A Novel Project Indeed

If you asked me how to go about building a novel like a project, I’d begin with a high-level purpose, not necessarily a mission but a general idea of what needs to be done. The goals. Then I would sketch out the resources needed and note what is available. I’d begin to flesh out those elements one by one and then prioritize them in order of importance and dependencies.

With the structure in place, I’d keep putting meat on the bones until I couldn’t stand it anymore and then I’d dive in and start doing. Starting the doing is where I often get in trouble. I begin doing before I’ve built enough around the task. Then, as I’m working through it, I find new elements to explore. I add to the list. Scope creep. Uh oh….
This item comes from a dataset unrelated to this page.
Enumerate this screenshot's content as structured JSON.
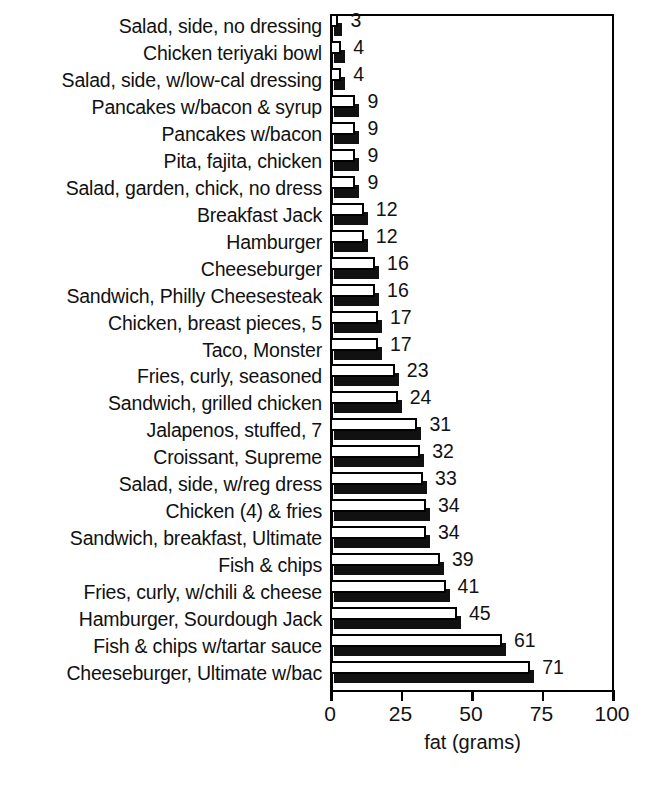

I’m not sure there is a clear way to tell when you have enough structure to begin really writing. I’ve looked over drafts from other writers and I see that some are writing the book in short bursts, doing what I’ve done in the “streaming” mode. I don’t know if they go back then and polish the bits or do it in chapter-sized chunks. My own experience has been to go back and edit the whole from the start, brushing up and brushing up as I press forward into the story. This has not been successful. I can usually manage 40-60 pages in this fashion. However, when I get way out there the beginning gets fuzzy. The part I’m working on is not attached to the whole. In other words, I start writing something new, a new 60 pages that is connected to the first in only the most tenuous fashion. In that new 60 pages, major characters are introduced, plot threads continue to grow. Major characters from the first 60 pages fade. It’s not good.

So, while you can’t plan every detail, I think it is important to do more than I have ever done in the past before trying to set down any real prose… or maybe one never sets down any real prose but just keeps writing and writing, rewriting.